To me this feels like red tape. Maybe well intentioned red tape. But still ...

tobil4sk commented 1 year ago

Who in their right mind would want to publish a library that clashes with the compiler's defines

I'm more concerned about this happening unintentionally.

There are a lot of define flags currently: https://haxe.org/manual/compiler-usage-flags.html, some of which already have quite generic names which could easily be used as library names. At least 14 are already package names on npm. Granted, npm has a different culture, but this shows that this is not an unreasonable concern. The list of flags and the list of libraries on haxelib are both constantly growing.

Library authors shouldn't be expected to check the full list of compiler flags to know what library names are safe to use without odd side effects in compilation. New library authors may not even be aware that this haxelib define feature exists.

An alternative solution is adding submission checks to check the name against the list of define flags, but that isn't future proof and doesn't work the other way around, so every time a new compiler flag is added, a haxelib search would also have to be performed to avoid clashes. I think this is pretty limiting, and working around these potential clashes would be pretty awkward. The lib. prefix solves this issue both ways by completely separating the two.

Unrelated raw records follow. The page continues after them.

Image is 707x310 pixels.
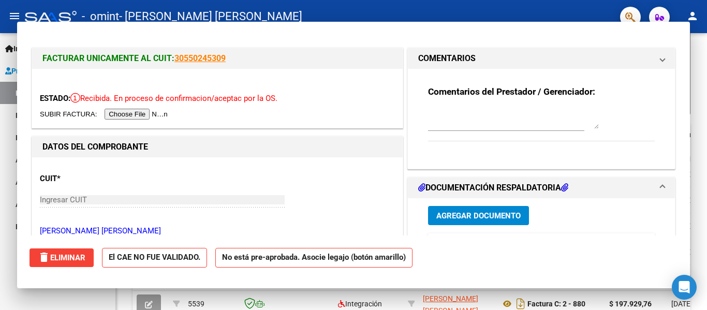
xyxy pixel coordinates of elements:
mat-expansion-panel-header: DOCUMENTACIÓN RESPALDATORIA [408,177,675,198]
strong: $ 197.929,76 [609,300,651,308]
mat-icon: menu [8,10,21,22]
mat-icon: person [686,10,698,22]
span: [DATE] [671,300,692,308]
button: Eliminar [29,248,94,267]
strong: DATOS DEL COMPROBANTE [42,142,148,152]
h1: DOCUMENTACIÓN RESPALDATORIA [418,182,568,194]
div: Open Intercom Messenger [671,275,696,300]
datatable-header-cell: Subido [598,233,650,256]
datatable-header-cell: Usuario [531,233,598,256]
datatable-header-cell: ID [428,233,454,256]
h1: COMENTARIOS [418,52,475,65]
datatable-header-cell: Documento [454,233,531,256]
span: Inicio [5,43,32,54]
span: Integración [338,300,382,308]
strong: Factura C: 2 - 880 [527,300,585,308]
a: 30550245309 [174,53,226,63]
button: Agregar Documento [428,206,529,225]
datatable-header-cell: Acción [650,233,702,256]
strong: Comentarios del Prestador / Gerenciador: [428,86,595,97]
span: - [PERSON_NAME] [PERSON_NAME] [119,5,302,28]
span: - omint [82,5,119,28]
mat-icon: delete [38,251,50,263]
mat-expansion-panel-header: COMENTARIOS [408,48,675,69]
span: ESTADO: [40,94,70,103]
span: Recibida. En proceso de confirmacion/aceptac por la OS. [70,94,277,103]
span: Eliminar [38,253,85,262]
span: 5539 [188,300,204,308]
span: FACTURAR UNICAMENTE AL CUIT: [42,53,174,63]
p: [PERSON_NAME] [PERSON_NAME] [40,225,395,237]
p: CUIT [40,173,146,185]
strong: El CAE NO FUE VALIDADO. [102,248,207,268]
span: Prestadores / Proveedores [5,65,99,77]
span: Agregar Documento [436,211,520,220]
strong: No está pre-aprobada. Asocie legajo (botón amarillo) [215,248,412,268]
div: COMENTARIOS [408,69,675,169]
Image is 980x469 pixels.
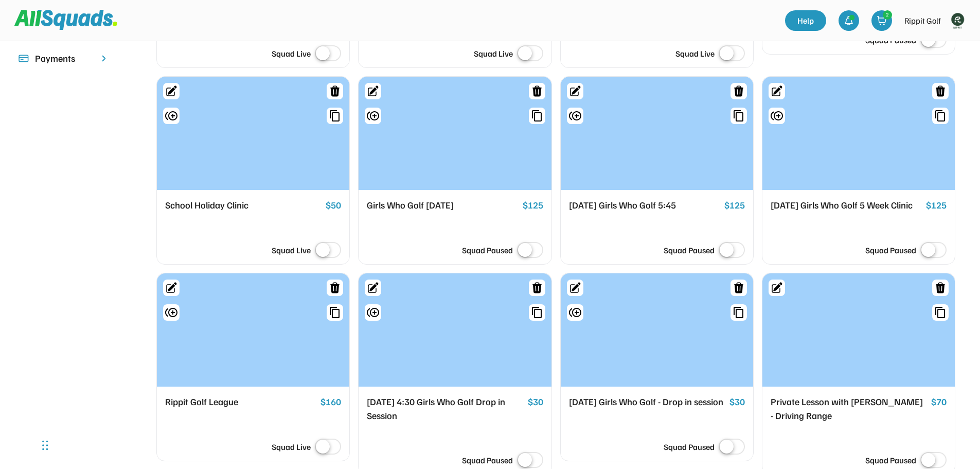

how does this stop them, given that they can put -D evilFlag into their extraParams.hxml

I agree that we can't stop bad actors, but as I said I don't think it is crazy to think that someone could do this by accident. I also think there is a difference between a flag being set explicitly and a flag being set inadvertantly due to an internal feature of haxelib.

back2dos commented 1 year ago

That sounds like a rather hypothetical problem.

Haxelib has something in the order of 1000 libs, npm has over a million. Not sure it makes sense to compare these things, but if we do, then I think this is a bit as if the node team decided to say that in the future one will have to write require('npm.xyz') instead of require('xyz') to avoid naming conflicts between builtin and user modules. They don't - even though node and npm are even run by two separate entities, surrounded by a huge community with a tendency of raising massive shit storms, all of which makes dealing with such issues considerably harder than it would be for us.

Library authors shouldn't be expected to check the full list of compiler flags to know what library names are safe to use without odd side effects in compilation. New library authors may not even be aware that this haxelib define feature exists.

Agreed. Of the concerns brought up here, this one weighs heaviest, by a large margin. The less obstacles we have for new library authors, the better. As you pointed out yourself, this could be prevented by not allowing users to create such libraries.

every time a new compiler flag is added, a haxelib search would also have to be performed to avoid clashes.

If that is really a concern, the CI could check defines.json against haxelib.

That said, defines are not added by newbies. The rate at which generically sounding defines are added has decreased considerably over the years. The vast majority of the existing ones come from the dawn of Haxe, when people were adding new backends at 6am, after drinking all night at a conference, and when namespacing defines wasn't even possible in the first place. A whole lot of those time-honored artifacts would best be namespaced (e.g. file-extension) regardless of this issue, and would then further decrease the risk of any collisions.


I guess there thing that bothers me is that this will be quite awkward in many places. For example library subflags. If in the future it is lib.tink_state should it then be lib.tink_state.debug? I'm really not that fond of double namespacing, but then again sticking to tink_state.debug would seem inconsistent. Also, #if cs becoming #if lib.csharp in the foreseeable future is not such a nice prospect, nor transitioning to constructs like e.g. #if lib.openfl .. #elseif lib.heaps ... #else ....

Obviously, these would be nuisances at best. But personally, I don't think further minimizing an already quite limited risk is worth adding this level of awkwardness.